Musically there were no early signs of nerves – the R&B groove of Get Low and Nashville twang of Breaking Hearts were delivered with a pristine élan – but we were a good 40 minutes in before McMorrow spoke to the crowd. "I only have an hour and a half so I don't want to bore you with my shiteing on. I'll just play as many songs as possible."
Even the set list betrayed some insecurities, with only one song – National – from True Care as he “didn’t want to be ridiculous” and play loads of tunes off the new album. But the reaction to that song and its witty lyrics (“We’d spend our nights listening to The National … You said your favourite song / Was the one about death / I said every single one’s like that.”) as part of a mid-set acoustic break seemed to give him a chance to take in his surroundings and breathe.
The Trinity cricket ground works nicely as a venue, both sonically and logistically, and with the weather playing its part, the trees close in as darkness falls and it’s very easy to imagine you’re in a field at a festival, rather than in the centre of the capital.

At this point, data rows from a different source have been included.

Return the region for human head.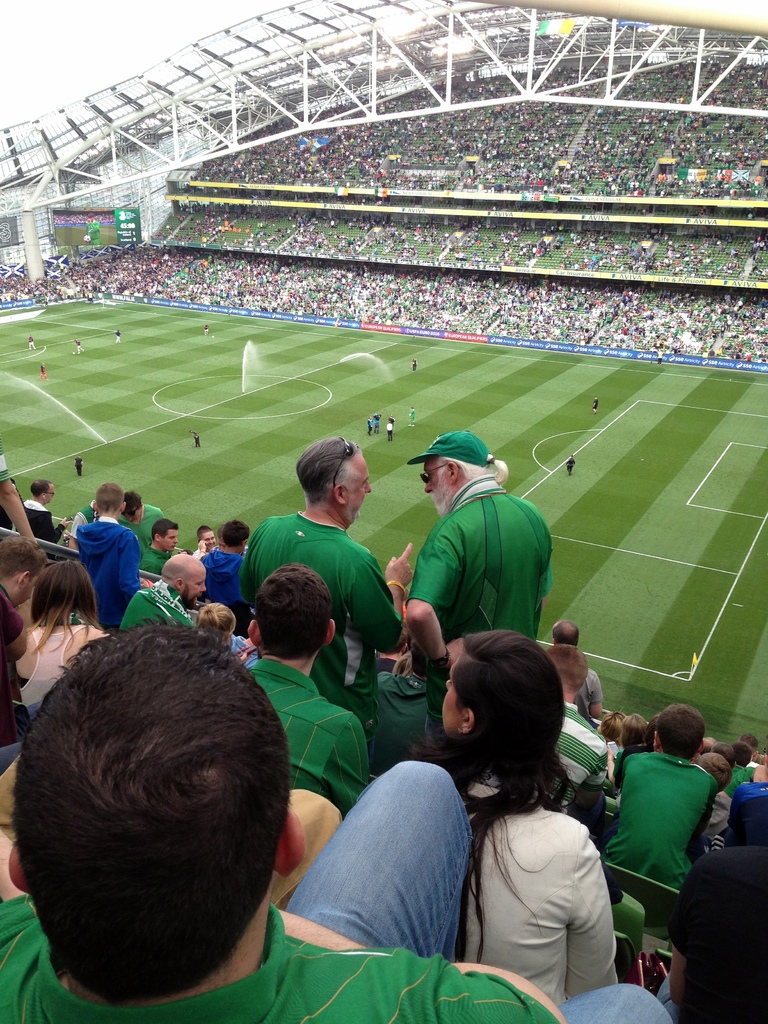
locate(198, 602, 233, 648).
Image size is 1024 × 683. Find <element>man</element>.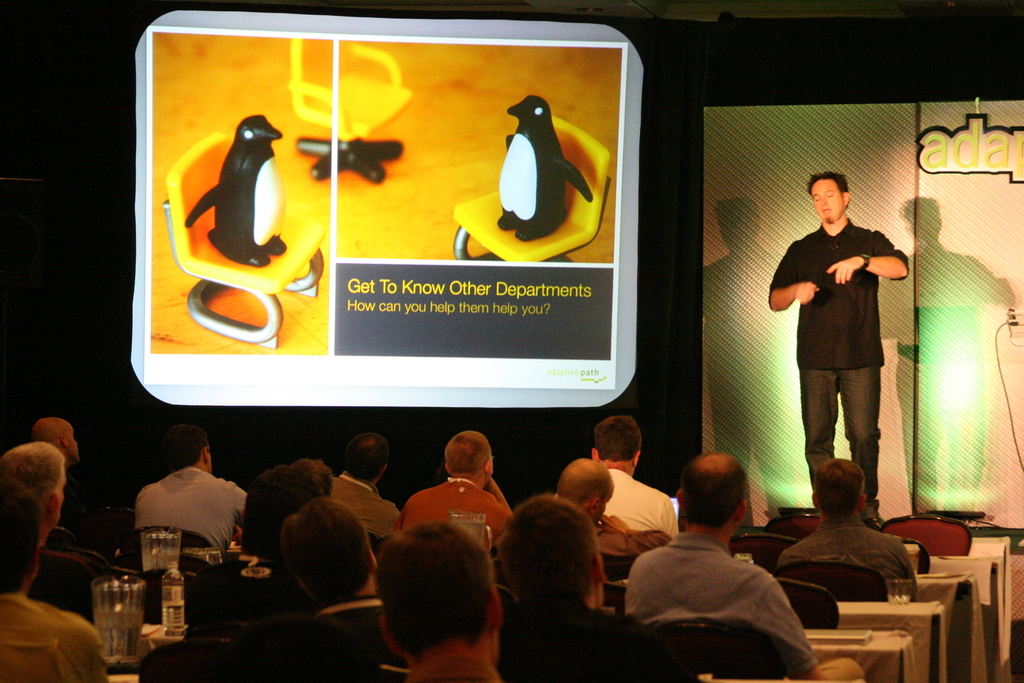
589 422 680 536.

When the band rejoined McMorrow on stage they were ready to flex their rock muscles, and the gathering momentum of the gig was driven forward by an astonishing hat-trick of songs - the slow build juggernaut of We Don’t Eat, the synthtacular One Thousand Times and the throbbing bass of Rising Water.
By that point McMorrow seemed to have left his guard down and his emotions out. He thanked everybody for turning up, from his parents to the people drinking cans outside the fences, and then treated the crowd to some awkward moves from the Thom Yorke school of dance.
If I Had a Boat provided a suitable encore, leaving both the performer and the crowd to float off into the Dublin night, elated and sated. Just as well McMorrow seemed to enjoy playing to his biggest ever Irish crowd – on the evidence of this he might have to get used to it.